Wednesday, April 8, 2015

Exploring ways of framing in depth when making a photograph.



Foreground and background are out of focus.
 We are led to focus on the bird.


Since the Renaissance, European art has been focused on perspective - the illusion of three dimensions on a flat surface. Photography, when it was first introduced, was quickly seized upon by artists as a 3D aid and as a new version of seeing. Vermeer used the camera even before it was possible to make a exposed negative and print from it to capture a scene or portrait ( watch the documentary 'Tim's Vermeer'). Before that though, art around the world was not so wrapped up in this obsession with depth. My developing interest is in investigating ways to explore that sense of three dimensional space with a camera without taking it for granted.


Not by focus, but by severely limiting what is in the frame.


Although the maple blossom and the sky are far apart in depth,
 the flat blue acts like a simple blue backdrop.
In California, photographers like Edward Weston and Ansel Adams were intentionally using small apertures to capture great depth of field. That was how the world was, they argued, and the human eyes should roam across the two dimensional print, bringing different places into focus in their eyes just as they did for the three dimensional reality that the camera had captured. Even today their photographs using this idea are pretty impressive!


Depth of field, but there is enough fuzzy information
 to provide interest and context.
The background has work to do in the composition


Other photographers however, were more attracted to the effects to be had from shallow depth of field and once the general public caught on to how to manipulate aperture and thereby select the depth of field, and faster lens' were available to permit endless variation, the idea of using shallow depth of field became an important part of photographic practice. A sharply focused near subject could be separated from a softly blurred background. And that technique is standard practice to this day. So standard that we have forgotten what came before.


By focusing on the water texture,
 I have created an almost flat screen.
( my personal favorite )


I have limited and constructed a shallow, textured space.

My personal challenge was to question this orthodoxy: to start with accepted practice and then veer off in, for me at least, new directions. We are accustomed to the process of framing as we prepare to snap our picture, - what is in the frame and what is left out -, and it is a powerful way of selecting our main subject and avoiding the distractions that lie all around. What then if one were to apply this same skill set to what is in the space inside the frame. When we lower our viewfinder so the sky is not in the photograph we have reduced the implied depth in three dimensions. We have controlled it. And when we zoom in, or approach our subject more closely so the background becomes less obvious we have done this even more.


The new leaves are out of focus and the background is sharp,
 but it is the lines and blobs that dominate the composition.



Where could I begin? What would I find? It is Spring here on the West Coast so naturally enough I found blossoms and fresh green leaves, so I began to compose consciously for a controlled sense of dimensionality  - shallow depth of field yes, but also limited distance, textured forms, and so on. I found a world view that was quite unique, a new take.


Sharp and soft focus , but the textures dominate.

Yes there are two ducks to provide a point of focus,
 but the waves provide an almost flat surface texture.





Now I can use my frame to control what is in and out of the frame and also control depth by means other than simply using f stops. I can think my way into my composition in 3 dimensions*.


The wind stirs the fluttering  leaves against a solid textured form.




A very busy image, but there is separation between maple
 branches and the darker and bluer background.
 The whole ,is really composed within a shallow depth.



A standard depth of field photograph using a larger aperture
 to separate the maple blossoms from the background.
*Since the invention of the photograph around a hundred and fifty years ago the visual arts have also been breaking away from perspective and towards a different way of representing depth. Picasso and others, perhaps influenced by newly discovered prehistoric cave paintings and art from 'primitive' cultures, began to work towards a more shallow space articulated by colour, form and texture. Hans Hofmann spoke of 'push – pull' to refer to the relationships between the elements of composition in his lessons on Abstract Impressionism.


Required work
Copy each line of the records that contains the word "Peers".

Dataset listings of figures
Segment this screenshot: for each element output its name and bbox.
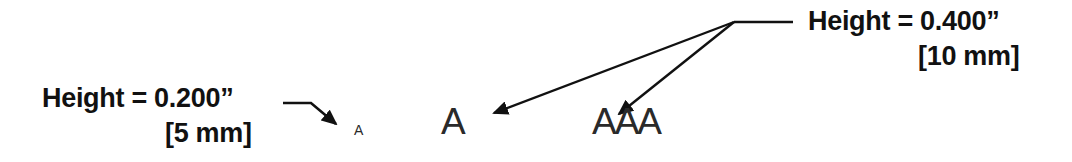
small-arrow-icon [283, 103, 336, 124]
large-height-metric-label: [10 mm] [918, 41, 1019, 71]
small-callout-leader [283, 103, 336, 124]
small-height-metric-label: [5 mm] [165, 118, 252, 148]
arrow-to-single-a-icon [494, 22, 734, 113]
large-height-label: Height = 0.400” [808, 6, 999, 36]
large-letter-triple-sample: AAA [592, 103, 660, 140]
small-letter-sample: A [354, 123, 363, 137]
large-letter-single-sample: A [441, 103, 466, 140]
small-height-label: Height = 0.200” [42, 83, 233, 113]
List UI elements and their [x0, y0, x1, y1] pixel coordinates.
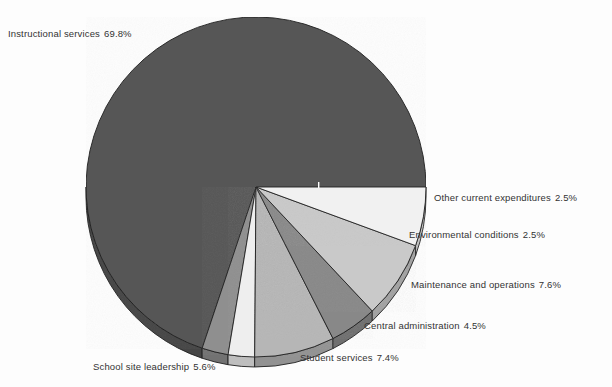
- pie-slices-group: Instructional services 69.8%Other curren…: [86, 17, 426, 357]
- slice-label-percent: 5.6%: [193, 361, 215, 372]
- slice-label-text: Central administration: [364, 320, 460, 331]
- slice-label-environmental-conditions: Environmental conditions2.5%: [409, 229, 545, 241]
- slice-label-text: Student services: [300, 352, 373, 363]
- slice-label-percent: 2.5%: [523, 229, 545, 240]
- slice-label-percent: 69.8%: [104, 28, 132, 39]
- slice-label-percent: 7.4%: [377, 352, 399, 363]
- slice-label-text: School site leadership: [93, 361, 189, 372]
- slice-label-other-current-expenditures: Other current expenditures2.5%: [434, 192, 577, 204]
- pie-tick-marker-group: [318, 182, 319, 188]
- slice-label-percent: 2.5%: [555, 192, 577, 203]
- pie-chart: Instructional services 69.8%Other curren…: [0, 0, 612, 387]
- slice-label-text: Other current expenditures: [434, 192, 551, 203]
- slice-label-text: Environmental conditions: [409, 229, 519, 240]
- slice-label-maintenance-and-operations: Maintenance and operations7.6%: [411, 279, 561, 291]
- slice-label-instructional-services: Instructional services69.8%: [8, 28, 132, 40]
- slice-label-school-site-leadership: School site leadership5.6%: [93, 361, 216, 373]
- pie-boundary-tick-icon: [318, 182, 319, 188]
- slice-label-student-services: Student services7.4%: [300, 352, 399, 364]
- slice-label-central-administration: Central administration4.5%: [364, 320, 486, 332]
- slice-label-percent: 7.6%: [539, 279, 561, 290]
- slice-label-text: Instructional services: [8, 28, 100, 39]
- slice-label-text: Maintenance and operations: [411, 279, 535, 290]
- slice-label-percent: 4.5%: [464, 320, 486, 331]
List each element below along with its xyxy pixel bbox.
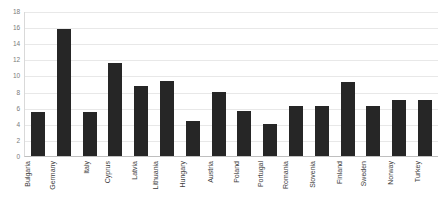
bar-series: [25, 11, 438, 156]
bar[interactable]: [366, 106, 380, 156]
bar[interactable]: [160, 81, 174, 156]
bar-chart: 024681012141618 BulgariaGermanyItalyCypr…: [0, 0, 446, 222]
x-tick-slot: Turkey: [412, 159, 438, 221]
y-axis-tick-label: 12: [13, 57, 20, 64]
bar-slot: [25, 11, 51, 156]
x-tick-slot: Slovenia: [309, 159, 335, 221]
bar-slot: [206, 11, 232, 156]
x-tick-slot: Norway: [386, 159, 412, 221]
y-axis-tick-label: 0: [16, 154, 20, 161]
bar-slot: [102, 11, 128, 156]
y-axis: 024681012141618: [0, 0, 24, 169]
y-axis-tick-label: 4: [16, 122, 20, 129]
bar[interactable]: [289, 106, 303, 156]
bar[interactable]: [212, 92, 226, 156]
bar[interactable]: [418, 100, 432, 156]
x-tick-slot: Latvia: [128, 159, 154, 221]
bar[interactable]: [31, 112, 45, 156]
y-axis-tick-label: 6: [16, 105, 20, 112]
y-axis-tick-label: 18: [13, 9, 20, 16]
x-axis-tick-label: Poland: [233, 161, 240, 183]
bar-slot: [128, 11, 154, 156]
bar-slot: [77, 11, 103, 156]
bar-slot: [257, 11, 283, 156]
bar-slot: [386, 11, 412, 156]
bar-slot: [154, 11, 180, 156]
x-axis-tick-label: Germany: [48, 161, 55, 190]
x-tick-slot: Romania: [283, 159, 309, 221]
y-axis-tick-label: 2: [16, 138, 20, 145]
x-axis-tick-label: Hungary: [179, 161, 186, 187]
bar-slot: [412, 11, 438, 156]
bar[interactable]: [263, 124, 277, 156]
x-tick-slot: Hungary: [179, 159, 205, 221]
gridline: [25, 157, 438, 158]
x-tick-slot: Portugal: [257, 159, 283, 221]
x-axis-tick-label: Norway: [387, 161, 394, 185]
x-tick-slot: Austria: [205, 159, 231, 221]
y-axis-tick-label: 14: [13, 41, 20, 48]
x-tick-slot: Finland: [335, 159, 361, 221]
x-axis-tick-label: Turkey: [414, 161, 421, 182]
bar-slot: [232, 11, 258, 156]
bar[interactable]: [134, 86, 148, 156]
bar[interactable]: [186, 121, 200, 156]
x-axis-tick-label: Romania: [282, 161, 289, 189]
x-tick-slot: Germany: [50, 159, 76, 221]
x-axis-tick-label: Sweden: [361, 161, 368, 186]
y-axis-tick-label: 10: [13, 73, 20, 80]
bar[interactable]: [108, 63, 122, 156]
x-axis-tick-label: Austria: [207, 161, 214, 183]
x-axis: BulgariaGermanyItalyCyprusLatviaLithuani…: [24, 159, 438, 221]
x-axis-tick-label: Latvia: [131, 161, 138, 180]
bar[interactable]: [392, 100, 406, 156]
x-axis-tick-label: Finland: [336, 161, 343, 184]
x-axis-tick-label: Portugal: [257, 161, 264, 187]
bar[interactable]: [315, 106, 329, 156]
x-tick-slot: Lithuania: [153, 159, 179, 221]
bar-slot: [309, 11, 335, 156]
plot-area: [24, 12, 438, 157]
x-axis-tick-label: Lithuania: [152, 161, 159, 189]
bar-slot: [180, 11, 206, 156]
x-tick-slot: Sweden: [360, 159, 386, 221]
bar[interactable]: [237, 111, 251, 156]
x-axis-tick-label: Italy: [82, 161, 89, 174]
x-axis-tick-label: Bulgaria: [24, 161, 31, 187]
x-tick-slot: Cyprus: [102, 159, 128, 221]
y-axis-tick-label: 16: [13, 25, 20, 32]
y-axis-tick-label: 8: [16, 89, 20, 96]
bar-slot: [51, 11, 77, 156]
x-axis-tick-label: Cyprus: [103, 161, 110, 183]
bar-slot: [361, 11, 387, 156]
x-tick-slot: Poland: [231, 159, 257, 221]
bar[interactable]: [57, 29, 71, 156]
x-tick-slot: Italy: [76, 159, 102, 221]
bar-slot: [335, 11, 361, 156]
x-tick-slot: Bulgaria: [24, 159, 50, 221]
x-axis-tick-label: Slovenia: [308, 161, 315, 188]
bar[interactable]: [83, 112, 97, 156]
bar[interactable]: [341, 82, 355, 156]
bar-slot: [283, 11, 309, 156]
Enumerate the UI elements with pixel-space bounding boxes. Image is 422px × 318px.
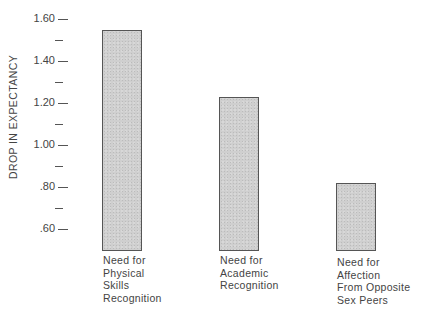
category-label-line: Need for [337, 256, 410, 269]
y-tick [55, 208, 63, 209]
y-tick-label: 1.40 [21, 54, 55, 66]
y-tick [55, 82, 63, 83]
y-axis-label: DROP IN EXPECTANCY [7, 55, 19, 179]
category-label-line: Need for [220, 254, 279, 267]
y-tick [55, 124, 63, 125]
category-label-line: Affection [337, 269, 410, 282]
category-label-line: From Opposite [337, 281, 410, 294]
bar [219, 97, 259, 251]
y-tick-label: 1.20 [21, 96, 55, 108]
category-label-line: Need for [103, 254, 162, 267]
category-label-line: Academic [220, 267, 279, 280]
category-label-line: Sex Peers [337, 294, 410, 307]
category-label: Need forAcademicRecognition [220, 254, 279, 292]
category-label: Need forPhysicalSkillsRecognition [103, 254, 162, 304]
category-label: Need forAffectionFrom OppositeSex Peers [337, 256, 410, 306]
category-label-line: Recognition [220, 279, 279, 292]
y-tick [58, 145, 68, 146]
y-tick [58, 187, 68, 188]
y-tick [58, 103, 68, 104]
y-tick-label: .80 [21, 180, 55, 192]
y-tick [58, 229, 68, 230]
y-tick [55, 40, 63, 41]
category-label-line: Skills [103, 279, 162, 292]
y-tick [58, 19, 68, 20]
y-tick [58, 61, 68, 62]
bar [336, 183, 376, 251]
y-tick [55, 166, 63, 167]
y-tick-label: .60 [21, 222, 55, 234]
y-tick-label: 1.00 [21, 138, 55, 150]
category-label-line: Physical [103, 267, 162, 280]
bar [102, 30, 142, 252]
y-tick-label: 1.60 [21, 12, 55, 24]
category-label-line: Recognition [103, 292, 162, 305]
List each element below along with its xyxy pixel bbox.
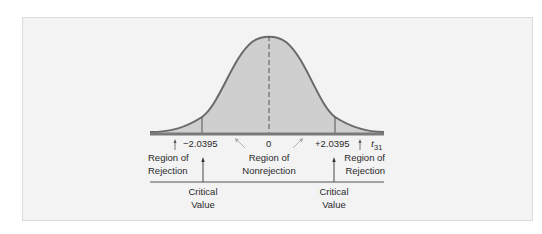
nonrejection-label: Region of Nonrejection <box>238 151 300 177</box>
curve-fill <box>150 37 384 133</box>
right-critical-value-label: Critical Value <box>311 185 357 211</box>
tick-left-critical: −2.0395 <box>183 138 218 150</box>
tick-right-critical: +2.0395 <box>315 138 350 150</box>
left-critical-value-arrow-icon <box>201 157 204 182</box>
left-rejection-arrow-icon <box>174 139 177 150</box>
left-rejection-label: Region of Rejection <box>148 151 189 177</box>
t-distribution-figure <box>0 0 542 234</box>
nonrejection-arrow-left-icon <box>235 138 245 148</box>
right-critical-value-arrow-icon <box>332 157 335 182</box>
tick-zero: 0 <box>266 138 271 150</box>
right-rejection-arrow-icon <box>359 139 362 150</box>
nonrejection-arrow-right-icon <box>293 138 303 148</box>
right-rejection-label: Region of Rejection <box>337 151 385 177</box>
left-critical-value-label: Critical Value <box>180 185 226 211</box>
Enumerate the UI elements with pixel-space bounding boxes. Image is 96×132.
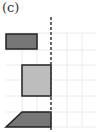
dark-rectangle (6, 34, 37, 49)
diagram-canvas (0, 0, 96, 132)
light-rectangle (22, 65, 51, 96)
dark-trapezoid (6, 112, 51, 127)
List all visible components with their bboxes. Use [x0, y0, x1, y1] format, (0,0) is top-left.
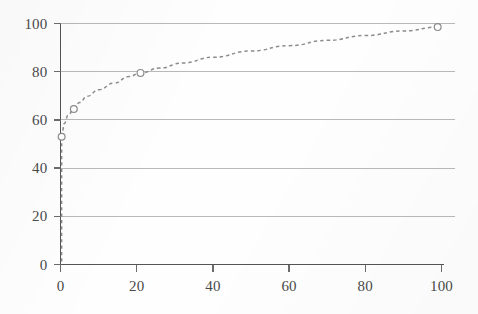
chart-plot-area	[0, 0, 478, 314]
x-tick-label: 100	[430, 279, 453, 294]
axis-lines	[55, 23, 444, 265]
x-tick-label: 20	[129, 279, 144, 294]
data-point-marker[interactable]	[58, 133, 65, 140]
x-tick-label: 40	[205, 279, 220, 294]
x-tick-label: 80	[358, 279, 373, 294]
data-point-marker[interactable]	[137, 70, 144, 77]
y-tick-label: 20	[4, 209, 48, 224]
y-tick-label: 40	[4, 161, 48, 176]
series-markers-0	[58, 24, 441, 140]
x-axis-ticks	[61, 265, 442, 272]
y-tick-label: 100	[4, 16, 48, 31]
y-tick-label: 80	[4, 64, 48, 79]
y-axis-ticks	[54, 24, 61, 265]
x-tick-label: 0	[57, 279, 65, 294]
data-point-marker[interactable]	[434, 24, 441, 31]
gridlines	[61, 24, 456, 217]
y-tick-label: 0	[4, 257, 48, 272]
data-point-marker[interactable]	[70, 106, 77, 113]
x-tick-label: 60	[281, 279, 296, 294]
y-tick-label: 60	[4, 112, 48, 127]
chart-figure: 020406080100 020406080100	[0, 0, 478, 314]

Expected answer
category-label-line: Sex Peers [337, 294, 410, 307]
category-label: Need forAffectionFrom OppositeSex Peers [337, 256, 410, 306]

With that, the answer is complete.